Santigold - Master of my Make-Believe

Santigold – Master of my Make-Believe

MUS santigold 2315

Santigold is so cool. That has to be understood for the frenetic energy of ‘Master of my Make-Believe’ to work. Track one, ‘GO!’ hears Santigold, born Santi White, formerly Santogold (all pretty naturally cool) hears her bouncing on the hustled beat “People want my power”. This kind of grandiose production and big balls

beats carries on to ‘Disprate Youth‘ where the beats sound sort of blissfully tacky. Looped distortion guitar lines that smack of the latest Death Grips LP with reggae rhythms bubbling under the surface. The LP is spacey and eclectic with her Brooklyn roots seeping through via her sniggering flow and turbo-chic image.

Don’t be deceived by the tranquility that you might find in ‘Disprate Youth’ or ‘God From My Machine’- Santi still keeps her rickety beats and feverish lyricism on the guttery sounds of ‘Fame’ and ‘Freak Like Me’ the latter smacks of M.I.A circa Kala but that isn’t such a bad thing when all we hear of M.I.A is a few naughty gestures at the Superbowl whereas Santigold is making this kind of album. Personal highlights include the penultimate ‘Look At These Hoes’ which explains Santigold’s sudden camaraderie with OFWGKTA (Earl Sweatshirt came and partied with her at Coachella) she is being precocious and underground in a way that the stage-school-swag of Azealia Banks misses out on. This album is noisy from start to finish and showcases that the silliness and rapid animation on her earlier hits like ‘Creator’ and ‘Say Aha’ as in no way been lost to maturity.

Track 6, ‘This Isn’t My Parade’ carries with it some slightly darker melodies with a mellow synth line resting on top of Santigold’s vocal but it stays pulsating and beat driven like the entire LP. It is hard not to fall for sheer relentlessness of this album. At times, the vocal seems a little squeaky and if you get annoyed by the over emphasized inflections that many US female rappers bring then some tracks will wind you right up but track 7, ‘The Riot’s Gone’ is a genuinely uplifting piece of music that pairs the overused Major Lazer military beats in a way that’s closer to R Kelly’s ‘The World’s Greatest’ or even the latest Florence and The Machine record as opposed to the shoehorned sampling by Beyonce.

This album is smart, it shows Santi White has grown up but not yet grown out of the ballsy middle-finger rap that made her success.

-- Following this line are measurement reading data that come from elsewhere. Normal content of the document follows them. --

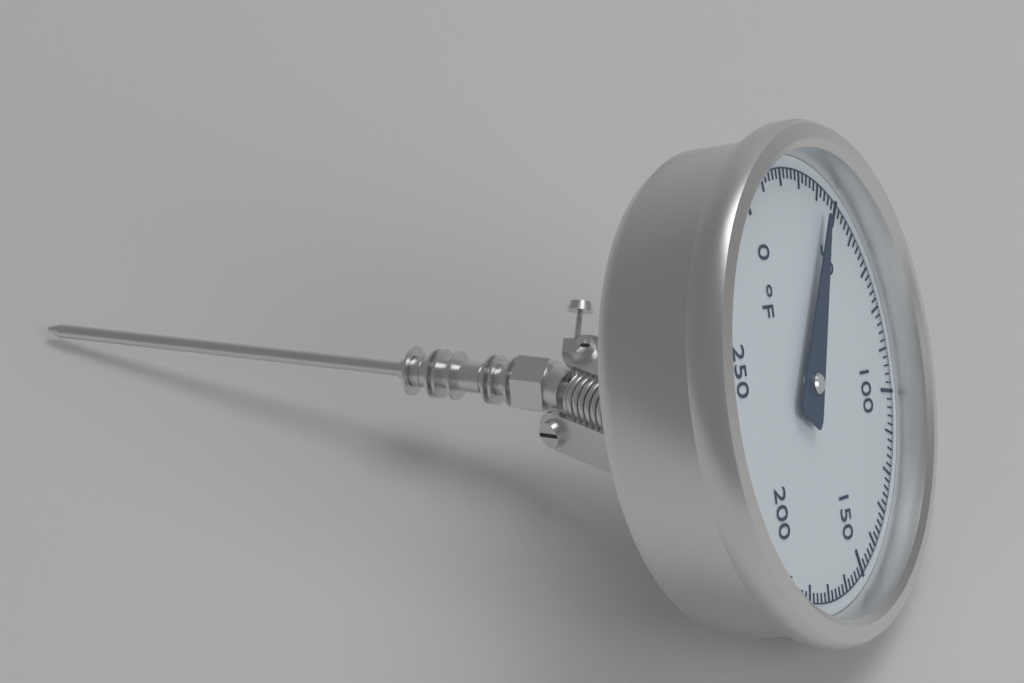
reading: 44 °F
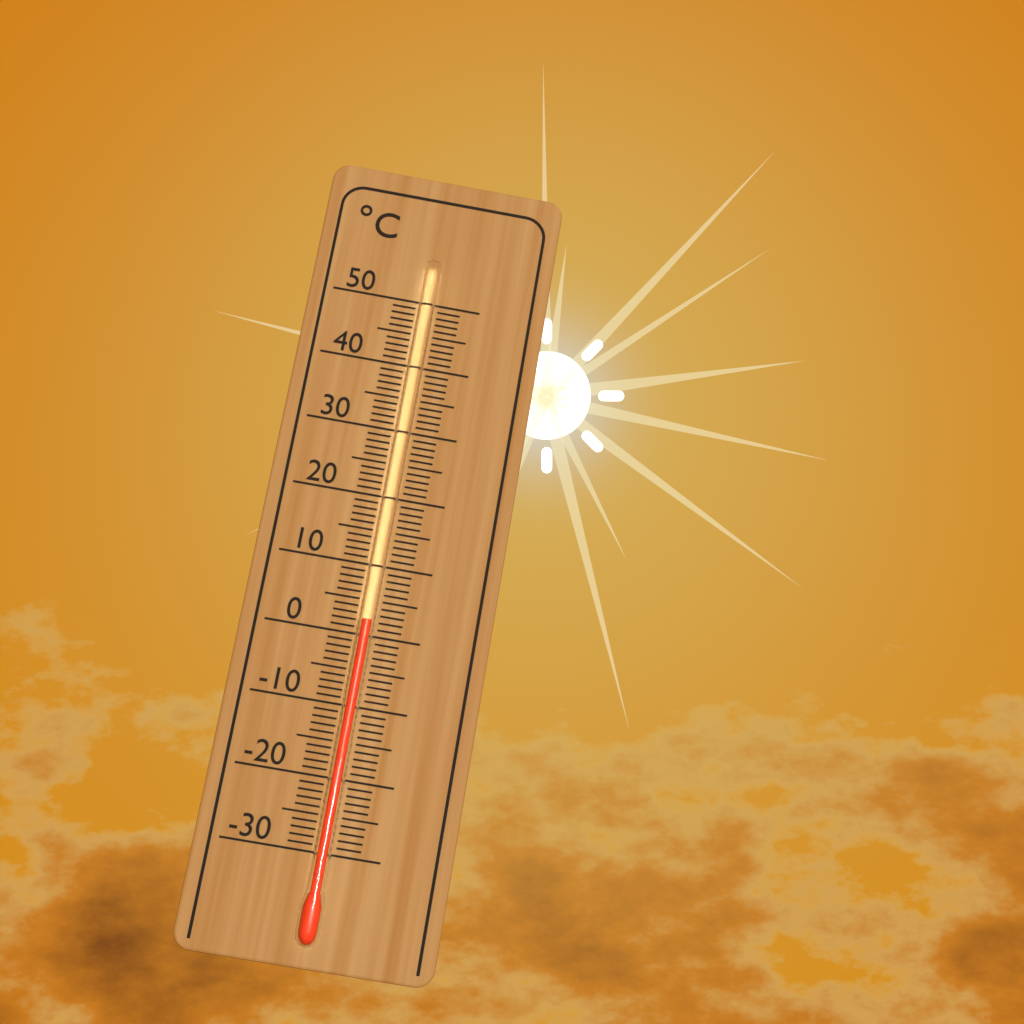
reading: 2 °C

She is still a little bit mental with some lyrics being either inaudible or senseless but this record is steam-driven by the analog beats that parade on each track. Her live shows are always a bizarre fiesta of colour and life and the offerings from ‘Master of my Make-Believe’ will fit right in. Santigold is 35 years old now. She still hangs out with the cool kids and this LP proves she’s the coolest one of all.

[Rating:4]

http://www.santigold.com/

 

 

God is in the TV is an online music and culture fanzine founded in Cardiff by the editor Bill Cummings in 2003. GIITTV Bill has developed the site with the aid of a team of sub-editors and writers from across Britain, covering a wide range of music from unsigned and independent artists to major releases.